Mar 21, 2005

One-for-all or free-for-all?

Wikipedia's "anti-elitist" approach has cost it credibility among academics and librarians.
Wikipedia's articles on the British peerage system - clearheaded explanations of dukes, viscounts, and other titles of nobility - are largely the work of a user known as Lord Emsworth. A few of Emsworth's pieces on kings and queens of England have been honored as Wikipedia's Featured Article of the Day. It turns out that Lord Emsworth claims to be a 16-year-old living in South Brunswick, New Jersey. On Wikipedia, nobody has to know you're a sophomore.

And that has some distressed. Larry Sanger gave voice to these criticisms in a recent essay posted on kuro5hin.org titled "Why Wikipedia Must Jettison Its Anti-Elitism." Although he acknowledges that "Wikipedia is very cool," he argues that the site's production model suffers from two big problems.

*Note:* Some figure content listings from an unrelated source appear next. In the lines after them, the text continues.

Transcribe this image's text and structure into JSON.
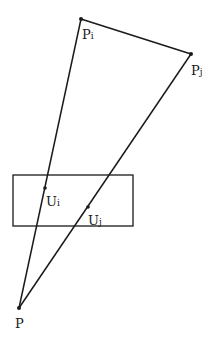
{
  "diagram": {
    "points": {
      "Pi": {
        "label_main": "P",
        "label_sub": "i",
        "x": 81,
        "y": 19
      },
      "Pj": {
        "label_main": "P",
        "label_sub": "j",
        "x": 191,
        "y": 54
      },
      "P": {
        "label_main": "P",
        "label_sub": "",
        "x": 19,
        "y": 308
      },
      "Ui": {
        "label_main": "U",
        "label_sub": "i",
        "x": 45,
        "y": 188
      },
      "Uj": {
        "label_main": "U",
        "label_sub": "j",
        "x": 88,
        "y": 207
      }
    },
    "rectangle": {
      "x": 13,
      "y": 175,
      "width": 120,
      "height": 51
    },
    "colors": {
      "line": "#1a1a1a",
      "background": "#ffffff"
    }
  }
}
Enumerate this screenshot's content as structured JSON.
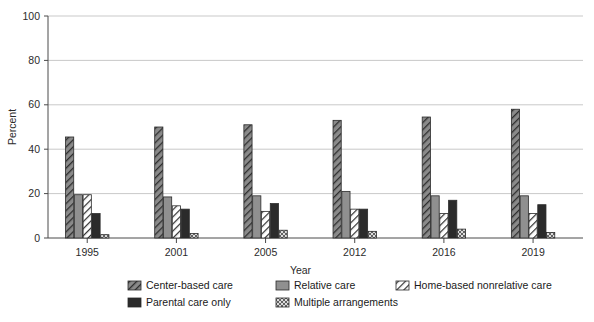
{
  "chart_data": {
    "type": "bar",
    "title": "",
    "subtitle": "",
    "xlabel": "Year",
    "ylabel": "Percent",
    "categories": [
      "1995",
      "2001",
      "2005",
      "2012",
      "2016",
      "2019"
    ],
    "ylim": [
      0,
      100
    ],
    "yticks": [
      0,
      20,
      40,
      60,
      80,
      100
    ],
    "ytick_labels": [
      "0",
      "20",
      "40",
      "60",
      "80",
      "100"
    ],
    "grid": "horizontal",
    "legend_position": "bottom",
    "series": [
      {
        "name": "Center-based care",
        "pattern": "diagonal-hatch-dark",
        "color": "#6e6e6e",
        "values": [
          45.5,
          50.0,
          51.0,
          53.0,
          54.5,
          58.0
        ]
      },
      {
        "name": "Relative care",
        "pattern": "solid-gray",
        "color": "#8d8d8d",
        "values": [
          19.5,
          18.5,
          19.0,
          21.0,
          19.0,
          19.0
        ]
      },
      {
        "name": "Home-based nonrelative care",
        "pattern": "diagonal-hatch-light",
        "color": "#ffffff",
        "values": [
          19.5,
          14.5,
          12.0,
          13.0,
          11.0,
          11.0
        ]
      },
      {
        "name": "Parental care only",
        "pattern": "solid-dark",
        "color": "#2b2b2b",
        "values": [
          11.0,
          13.0,
          15.5,
          13.0,
          17.0,
          15.0
        ]
      },
      {
        "name": "Multiple arrangements",
        "pattern": "cross-hatch",
        "color": "#d5d5d5",
        "values": [
          1.5,
          2.0,
          3.5,
          3.0,
          4.0,
          2.5
        ]
      }
    ]
  },
  "legend": {
    "items": [
      "Center-based care",
      "Relative care",
      "Home-based nonrelative care",
      "Parental care only",
      "Multiple arrangements"
    ]
  }
}
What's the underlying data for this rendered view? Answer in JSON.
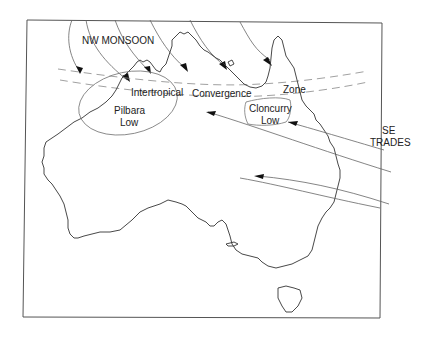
{
  "figure": {
    "labels": {
      "nw_monsoon": "NW MONSOON",
      "itcz_1": "Intertropical",
      "itcz_2": "Convergence",
      "itcz_3": "Zone",
      "pilbara_1": "Pilbara",
      "pilbara_2": "Low",
      "cloncurry_1": "Cloncurry",
      "cloncurry_2": "Low",
      "se_1": "SE",
      "se_2": "TRADES"
    },
    "colors": {
      "background": "#ffffff",
      "coastline": "#333333",
      "flow_lines": "#666666",
      "itcz_dashes": "#888888",
      "arrowheads": "#111111"
    }
  }
}
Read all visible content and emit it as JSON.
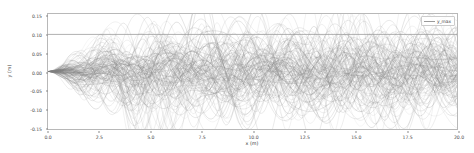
{
  "chart_data": {
    "type": "line",
    "title": "",
    "xlabel": "x (m)",
    "ylabel": "y (m)",
    "xlim": [
      0.0,
      20.0
    ],
    "ylim": [
      -0.155,
      0.155
    ],
    "xticks": [
      "0.0",
      "2.5",
      "5.0",
      "7.5",
      "10.0",
      "12.5",
      "15.0",
      "17.5",
      "20.0"
    ],
    "xtick_values": [
      0.0,
      2.5,
      5.0,
      7.5,
      10.0,
      12.5,
      15.0,
      17.5,
      20.0
    ],
    "yticks": [
      "0.15",
      "0.10",
      "0.05",
      "0.00",
      "-0.05",
      "-0.10",
      "-0.15"
    ],
    "ytick_values": [
      0.15,
      0.1,
      0.05,
      0.0,
      -0.05,
      -0.1,
      -0.15
    ],
    "grid": false,
    "legend_position": "upper right",
    "legend": [
      {
        "name": "y_max",
        "color": "#9a9a9a",
        "style": "solid"
      }
    ],
    "annotations": [
      {
        "kind": "horizontal-reference-line",
        "name": "y_max",
        "y": 0.1,
        "x_start": 0.0,
        "x_end": 20.0,
        "color": "#9a9a9a"
      }
    ],
    "series_summary": {
      "name": "ray trajectories",
      "count": 120,
      "color": "#808080",
      "opacity": 0.45,
      "linewidth": 0.35,
      "description": "bundle of oscillating ray paths launched from the origin, envelope spreading with x",
      "x_start": 0.0,
      "y_start": 0.0,
      "envelope": {
        "x": [
          0.0,
          1.0,
          2.5,
          5.0,
          7.5,
          10.0,
          12.5,
          15.0,
          17.5,
          20.0
        ],
        "upper": [
          0.0,
          0.045,
          0.085,
          0.105,
          0.125,
          0.115,
          0.118,
          0.128,
          0.112,
          0.108
        ],
        "lower": [
          0.0,
          -0.045,
          -0.082,
          -0.148,
          -0.112,
          -0.118,
          -0.112,
          -0.108,
          -0.115,
          -0.105
        ]
      },
      "y_min_observed": -0.148,
      "y_max_observed": 0.132
    }
  }
}
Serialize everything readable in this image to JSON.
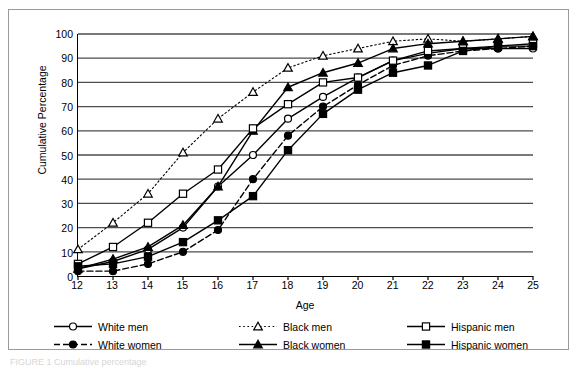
{
  "figure": {
    "caption_faint": "FIGURE 1  Cumulative percentage"
  },
  "chart_data": {
    "type": "line",
    "title": "",
    "xlabel": "Age",
    "ylabel": "Cumulative Percentage",
    "xlim": [
      12,
      25
    ],
    "ylim": [
      0,
      100
    ],
    "xticks": [
      12,
      13,
      14,
      15,
      16,
      17,
      18,
      19,
      20,
      21,
      22,
      23,
      24,
      25
    ],
    "yticks": [
      0,
      10,
      20,
      30,
      40,
      50,
      60,
      70,
      80,
      90,
      100
    ],
    "grid": "horizontal",
    "legend_position": "below-axes",
    "x": [
      12,
      13,
      14,
      15,
      16,
      17,
      18,
      19,
      20,
      21,
      22,
      23,
      24,
      25
    ],
    "series": [
      {
        "name": "White men",
        "marker": "open-circle",
        "line": "solid",
        "values": [
          3,
          6,
          11,
          20,
          37,
          50,
          65,
          74,
          82,
          89,
          92,
          94,
          94,
          94
        ]
      },
      {
        "name": "White women",
        "marker": "filled-circle",
        "line": "dashed",
        "values": [
          2,
          2,
          5,
          10,
          19,
          40,
          58,
          70,
          79,
          87,
          91,
          93,
          94,
          95
        ]
      },
      {
        "name": "Black men",
        "marker": "open-triangle",
        "line": "dotted",
        "values": [
          11,
          22,
          34,
          51,
          65,
          76,
          86,
          91,
          94,
          97,
          98,
          97,
          98,
          99
        ]
      },
      {
        "name": "Black women",
        "marker": "filled-triangle",
        "line": "solid",
        "values": [
          3,
          7,
          12,
          21,
          37,
          60,
          78,
          84,
          88,
          94,
          96,
          97,
          98,
          99
        ]
      },
      {
        "name": "Hispanic men",
        "marker": "open-square",
        "line": "solid",
        "values": [
          5,
          12,
          22,
          34,
          44,
          61,
          71,
          80,
          82,
          89,
          93,
          94,
          95,
          96
        ]
      },
      {
        "name": "Hispanic women",
        "marker": "filled-square",
        "line": "solid",
        "values": [
          4,
          5,
          8,
          14,
          23,
          33,
          52,
          67,
          77,
          84,
          87,
          93,
          95,
          95
        ]
      }
    ]
  },
  "legend": {
    "items": [
      {
        "label": "White men",
        "marker": "open-circle",
        "line": "solid"
      },
      {
        "label": "White women",
        "marker": "filled-circle",
        "line": "dashed"
      },
      {
        "label": "Black men",
        "marker": "open-triangle",
        "line": "dotted"
      },
      {
        "label": "Black women",
        "marker": "filled-triangle",
        "line": "solid"
      },
      {
        "label": "Hispanic men",
        "marker": "open-square",
        "line": "solid"
      },
      {
        "label": "Hispanic women",
        "marker": "filled-square",
        "line": "solid"
      }
    ]
  },
  "colors": {
    "ink": "#000000",
    "grid": "#4d4d4d",
    "frame": "#9a9a9a"
  }
}
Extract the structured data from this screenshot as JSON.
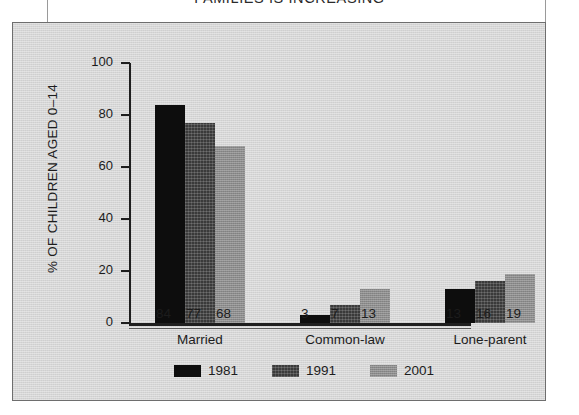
{
  "chart_data": {
    "type": "bar",
    "title": "FAMILIES IS INCREASING",
    "xlabel": "",
    "ylabel": "% OF CHILDREN AGED 0–14",
    "categories": [
      "Married",
      "Common-law",
      "Lone-parent"
    ],
    "series": [
      {
        "name": "1981",
        "color": "#0d0d0d",
        "values": [
          84,
          3,
          13
        ]
      },
      {
        "name": "1991",
        "color": "#3a3a3a",
        "values": [
          77,
          7,
          16
        ]
      },
      {
        "name": "2001",
        "color": "#8c8c8c",
        "values": [
          68,
          13,
          19
        ]
      }
    ],
    "ylim": [
      0,
      100
    ],
    "yticks": [
      0,
      20,
      40,
      60,
      80,
      100
    ],
    "ytick_labels": [
      "0",
      "20",
      "40",
      "60",
      "80",
      "100"
    ],
    "grid": false,
    "legend_position": "bottom",
    "data_labels": true,
    "panel_background": "#d6d6d6",
    "axis_color": "#1e1e1e"
  }
}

The first is that "regardless of whether Wikipedia actually is more or less reliable than the average encyclopedia," librarians, teachers, and academics don't perceive it as credible, because it has no formal review process. The second problem, according to Sanger, is that the site in general and Wales in particular are too "anti-elitist." Established scholars might be willing to contribute to Wikipedia - but not if they have to deal with trolls and especially not if they're considered no different from any schmo with an iMac.

But Wikipedia differs from the traditional encyclopedia in that it is a living document, unlike traditonal encyclopedias, which are closed systems whose entries become out-of-date almost as soon as the work is published.
Encyclopedias aspire to be infallible. But Wikipedia requires that the perfect never be the enemy of the good. Citizen editors don't need to make an entry flawless. They just need to make it better. As a result, even many Wikipedians believe the site is not as good as traditional encyclopedias. "On a scale of 1 to 10, I'd give Wikipedia a 7.8 in reliability," Kvaran told me in New Mexico. "I'd give Britannica an 8.8." But how much does that matter? Britannica has been around since before the American Revolution; Wikipedia just celebrated its fifth birthday. More important, Britannica costs $70 a year; Wikipedia is free. The better criterion on which to measure Wikipedia is whether this very young, pretty good, ever improving, totally free site serves a need - just as the way to measure Britannica is whether the additional surety that comes from its production model is worth the cost.

There's another equally important difference between the two offerings. The One Best Way approach creates something finished. The One for All model creates something alive. When the Indian Ocean tsunami erupted late last year, Wikipedians produced several entries on the topic within hours. By contrast, World Book, whose CD-ROM allows owners to download regular updates, hadn't updated its tsunami or Indian Ocean entries a full month after the devastation occurred. That's the likely fate of Wikipedia's proposed stable, or snapshot, version. Fixing its contents in a book or on a CD or DVD is tantamount to embalming a living thing. The body may look great, but it's no longer breathing.